Figure 6 and Table 3 show the results of the mechanical tests performed on both annealed and produced DMLS samples. There was no significant difference in the values of σ e and E; however, the samples produced by DMLS showed values of σ u and microhardness higher than the samples in the annealed condition. On the other hand, the values of elongation at rupture show a lower ductility than the DMLS samples, which can be explained by a slight embrittlement due to the laser melting [43].
Tensile and microhardness tests results.

Stress-strain graphs of the annealed and DMLS samples.
4. Conclusions
Additive manufacturing techniques have been applied in the production of custom-built implants that meet the physical characteristics of each patient.
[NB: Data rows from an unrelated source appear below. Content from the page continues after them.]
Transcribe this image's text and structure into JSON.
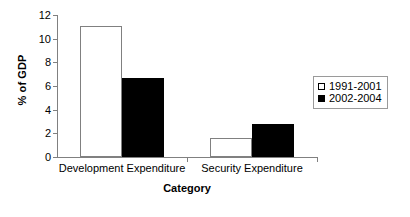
{
  "chart_data": {
    "type": "bar",
    "title": "",
    "subtitle": "",
    "xlabel": "Category",
    "ylabel": "% of GDP",
    "categories": [
      "Development Expenditure",
      "Security Expenditure"
    ],
    "series": [
      {
        "name": "1991-2001",
        "values": [
          11.1,
          1.6
        ],
        "color": "#ffffff",
        "edge_color": "#808080"
      },
      {
        "name": "2002-2004",
        "values": [
          6.7,
          2.8
        ],
        "color": "#000000",
        "edge_color": "#000000"
      }
    ],
    "ylim": [
      0,
      12
    ],
    "ytick_labels": [
      "0",
      "2",
      "4",
      "6",
      "8",
      "10",
      "12"
    ],
    "ytick_values": [
      0,
      2,
      4,
      6,
      8,
      10,
      12
    ],
    "grid": false,
    "legend_position": "right"
  },
  "legend": {
    "entries": [
      {
        "label": "1991-2001",
        "swatch": "hollow-square-icon"
      },
      {
        "label": "2002-2004",
        "swatch": "filled-square-icon"
      }
    ]
  },
  "axes": {
    "y_title": "% of GDP",
    "x_title": "Category"
  }
}
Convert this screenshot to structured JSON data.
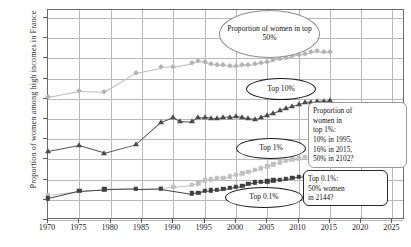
{
  "chart_data": {
    "type": "line",
    "title": "",
    "xlabel": "",
    "ylabel": "Proportion of women among high incomes in France",
    "xlim": [
      1970,
      2027
    ],
    "ylim": [
      0,
      52
    ],
    "grid": true,
    "legend_position": "none",
    "xticks": [
      "1970",
      "1975",
      "1980",
      "1985",
      "1990",
      "1995",
      "2000",
      "2005",
      "2010",
      "2015",
      "2020",
      "2025"
    ],
    "yticks": [
      "0%",
      "5%",
      "10%",
      "15%",
      "20%",
      "25%",
      "30%",
      "35%",
      "40%",
      "45%",
      "50%"
    ],
    "series": [
      {
        "name": "Top 50%",
        "marker": "diamond",
        "color": "#b3b3b3",
        "x": [
          1970,
          1975,
          1979,
          1984,
          1988,
          1990,
          1993,
          1994,
          1995,
          1996,
          1997,
          1998,
          1999,
          2000,
          2001,
          2002,
          2003,
          2004,
          2005,
          2006,
          2007,
          2008,
          2009,
          2010,
          2011,
          2012,
          2013,
          2014,
          2015
        ],
        "values": [
          30.5,
          32.0,
          31.8,
          36.5,
          37.8,
          38.0,
          38.9,
          39.4,
          39.2,
          38.6,
          38.4,
          38.3,
          38.2,
          38.1,
          38.3,
          38.4,
          38.6,
          38.9,
          39.2,
          39.6,
          39.9,
          40.2,
          40.6,
          40.9,
          41.2,
          41.6,
          41.8,
          41.5,
          41.6
        ]
      },
      {
        "name": "Top 10%",
        "marker": "triangle",
        "color": "#4a4a4a",
        "x": [
          1970,
          1975,
          1979,
          1984,
          1988,
          1990,
          1991,
          1993,
          1994,
          1995,
          1996,
          1997,
          1998,
          1999,
          2000,
          2001,
          2002,
          2003,
          2004,
          2005,
          2006,
          2007,
          2008,
          2009,
          2010,
          2011,
          2012,
          2013,
          2014,
          2015
        ],
        "values": [
          17.0,
          18.5,
          16.7,
          18.8,
          24.3,
          25.5,
          24.6,
          24.4,
          25.5,
          25.4,
          25.3,
          25.2,
          25.4,
          25.6,
          25.8,
          25.6,
          25.3,
          25.1,
          25.4,
          26.0,
          26.6,
          27.2,
          27.8,
          28.3,
          28.7,
          29.1,
          29.3,
          29.4,
          29.5,
          29.6
        ]
      },
      {
        "name": "Top 1%",
        "marker": "square-light",
        "color": "#c0c0c0",
        "x": [
          1970,
          1975,
          1979,
          1984,
          1988,
          1990,
          1993,
          1994,
          1995,
          1996,
          1997,
          1998,
          1999,
          2000,
          2001,
          2002,
          2003,
          2004,
          2005,
          2006,
          2007,
          2008,
          2009,
          2010,
          2011,
          2012,
          2013,
          2014,
          2015
        ],
        "values": [
          6.3,
          7.3,
          7.7,
          7.8,
          7.9,
          8.2,
          8.7,
          9.1,
          9.8,
          10.1,
          10.3,
          10.5,
          10.8,
          11.2,
          11.6,
          12.0,
          12.4,
          12.8,
          13.3,
          13.8,
          14.3,
          14.7,
          15.0,
          15.3,
          15.6,
          15.8,
          15.9,
          16.0,
          16.1
        ]
      },
      {
        "name": "Top 0.1%",
        "marker": "square-dark",
        "color": "#3f3f3f",
        "x": [
          1970,
          1975,
          1979,
          1984,
          1988,
          1993,
          1994,
          1995,
          1996,
          1997,
          1998,
          1999,
          2000,
          2001,
          2002,
          2003,
          2004,
          2005,
          2006,
          2007,
          2008,
          2009,
          2010,
          2011,
          2012,
          2013,
          2014,
          2015
        ],
        "values": [
          5.4,
          7.2,
          7.6,
          7.7,
          7.8,
          6.6,
          6.7,
          7.3,
          7.4,
          7.5,
          7.7,
          7.9,
          8.2,
          8.4,
          8.9,
          9.3,
          9.5,
          9.6,
          9.8,
          10.0,
          10.2,
          10.4,
          10.7,
          10.9,
          11.2,
          11.3,
          11.2,
          11.3
        ]
      }
    ],
    "annotations": [
      {
        "id": "callout-top50",
        "kind": "ellipse",
        "text": "Proportion of women in top 50%"
      },
      {
        "id": "callout-top10",
        "kind": "ellipse",
        "text": "Top 10%"
      },
      {
        "id": "callout-top1",
        "kind": "ellipse",
        "text": "Top 1%"
      },
      {
        "id": "callout-top01",
        "kind": "ellipse",
        "text": "Top 0.1%"
      },
      {
        "id": "note-top1",
        "kind": "box",
        "line1": "Proportion of",
        "line2": "women in",
        "line3": "top 1%:",
        "line4": "10% in 1995,",
        "line5": "16% in 2015,",
        "line6": "50% in 2102?"
      },
      {
        "id": "note-top01",
        "kind": "box",
        "line1": "Top 0.1%:",
        "line2": "50% women",
        "line3": "in 2144?"
      }
    ]
  }
}
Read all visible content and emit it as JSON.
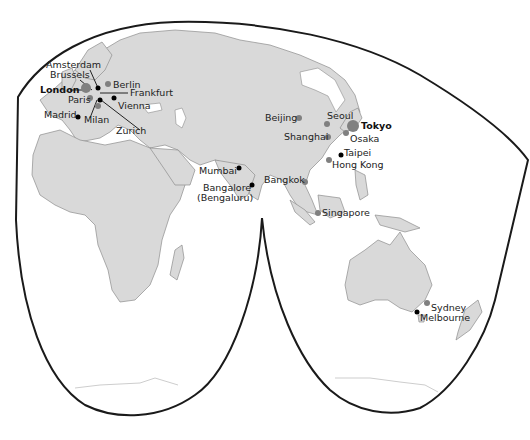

The processing parameters used in the DMLS process resulted in samples with refined microstructure, composed by hexagonal α′ martensite, and acicular morphology, having a relative density of about 98%. The chemical composition of the samples is in accordance with the specification of the ASTM F136 standard. The X-ray diffraction confirmed that the only phase present in the DMLS samples is the α′ phase. The ultimate tensile strength and microhardness values were superior to the ones obtained for the alloy in the annealed condition. There was a loss in ductility of the material, which can be explained by a slight embrittlement due to melting by laser.
Conflict of Interests
The authors declare that there is no conflict of interests regarding the publication of this paper.
Footnotes
Acknowledgments
The authors wish to acknowledge the financial support provided by the Scientific Research Foundation for the State of São Paulo (FAPESP-Process 2008/57860-3 and 2010/05321-1) and National Council for Scientific and Technological Development (CNPq-Process 573661/2008-1).